Animals have always been integral to culture. Their interaction with humans has intensified since the onset of domestication resulting in higher incidences of animal disease due to human intervention. At the same time, human care has counter-balanced pressures of natural selection, reducing morbidity among wild animals. Prior to the emergence of a veterinary record, animal disease can only be traced by analysing pathological symptoms on excavated animal remains. This volume presents a collection of studies in the discipline of animal palaeopathology. An international team of experts offer reviews of animal welfare at ancient settlements from both prehistoric and historic periods across Eurasia. Several chapters are devoted to the diseases of dog and horse, two animals of prominent emotional importance in many civilisations. Curious phenomena observed on the bones of poultry, sheep, pig and even fish are discussed within their respective cultural contexts. Many poorly healed bones are suggestive of neglect in the case of ordinary livestock. On the other hand, a great degree of compassion may be presumed behind the long survival of seriously ill companion animals. In addition to furthering our better technical understanding of animal disease in the past, this volume also mirrors the diversity of human attitudes towards animals during our millennia-long relationship. Some animal bones show signs of extreme cruelty but others also reveal the great attention paid to the recovery of sick animals. Such attitudes tend to be a largely hidden yet are characteristic aspects of how people relate to the surrounding world and, ultimately, to each other.
This book investigates relations between humans and animals over several centuries with a focus on the Middle Ages, since important features of our perceptions regarding animals have been rooted in that period. Elucidating various aspects of medieval human-animal relationships requires transdisciplinary discourse, and so this book aims to reconcile the materiality of animals with complex cultural systems illustrating their subtle transitions 'between body and mind'.
This volume constitutes the proceedings of the Horses and Humans Symposium, held in 2000 at the Carnegie Museum of Natural History Powdermill Nature Preserve, in Rector, Pennsylvania, USA, in honor of Mary Aiken Littauer. The four-day symposium brought together 35 academics from Eurasia and America from the disciplines of archaeology, art history, history, paleontology, biology, veterinary medicine, animal husbandry, and other fields for presented papers, round-table discussions, demonstrations and much lively debate in the evenings. The culmination was a one-day public event at the St. Clair Showgrounds called the Celebration of the Horse that involved a wide range of equestrian performances by over 50 horses and riders for a public audience of over 500. In addition to the production of this volume, the symposium introduced many equine scholars to each other and initiated both collaboration and communication amongst this active community.
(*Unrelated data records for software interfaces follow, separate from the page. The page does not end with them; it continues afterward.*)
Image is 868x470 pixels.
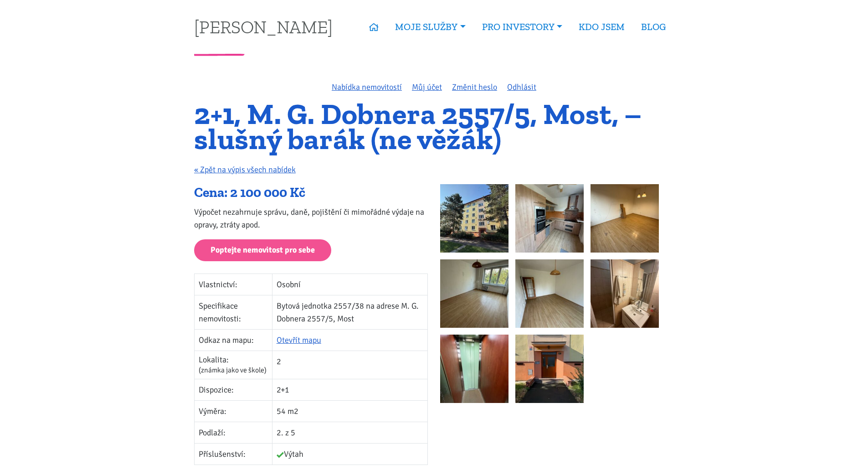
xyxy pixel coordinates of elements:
a: Odhlásit [507,82,536,92]
td: Specifikace nemovitosti: [194,296,273,329]
a: PRO INVESTORY [474,17,571,37]
td: Lokalita: [194,351,273,379]
td: Odkaz na mapu: [194,329,273,351]
td: Vlastnictví: [194,274,273,296]
span: (známka jako ve škole) [199,366,267,375]
a: MOJE SLUŽBY [387,17,473,37]
td: Dispozice: [194,379,273,401]
td: 2. z 5 [272,422,427,444]
h1: 2+1, M. G. Dobnera 2557/5, Most, – slušný barák (ne věžák) [194,102,674,152]
td: 54 m2 [272,401,427,422]
a: BLOG [633,17,674,37]
a: Poptejte nemovitost pro sebe [194,239,331,262]
p: Výpočet nezahrnuje správu, daně, pojištění či mimořádné výdaje na opravy, ztráty apod. [194,206,428,231]
td: Osobní [272,274,427,296]
td: Příslušenství: [194,444,273,465]
a: Můj účet [412,82,442,92]
div: Cena: 2 100 000 Kč [194,184,428,202]
td: 2 [272,351,427,379]
a: KDO JSEM [571,17,633,37]
a: « Zpět na výpis všech nabídek [194,164,295,175]
td: Výtah [272,444,427,465]
td: Bytová jednotka 2557/38 na adrese M. G. Dobnera 2557/5, Most [272,296,427,329]
td: Výměra: [194,401,273,422]
a: Změnit heslo [452,82,497,92]
a: Nabídka nemovitostí [332,82,402,92]
td: 2+1 [272,379,427,401]
a: Otevřít mapu [276,335,321,345]
td: Podlaží: [194,422,273,444]
a: [PERSON_NAME] [194,18,333,36]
Thirty-six papers, from the 2nd meeting of the (ICAZ) worked Bone Research Group held in Budapest in 1999, written by archaeologists and archaozoologists, report on material from North and Central America, Europe and South West Asia. The collection is divided into six thematic sections (general theory, raw material exploitation, manufacturing technology, function, social context and special assemblages) and include reports on bone materials, objects and tools that date from the Neolithic to the Viking and medieval periods.
A case study from Vac, Hungary. It is the author's ocntention that during the late Middle Ages, the contribution of animals to urban development intensified in Hungary since animal hubandry and trading became a major form of accumulating wealth. Through his archaeozoological survey of data he aims to provide illumination of aspects of urban lifeways in the city of Vac which may not be clear from previous examinations that have focused on other cultural data.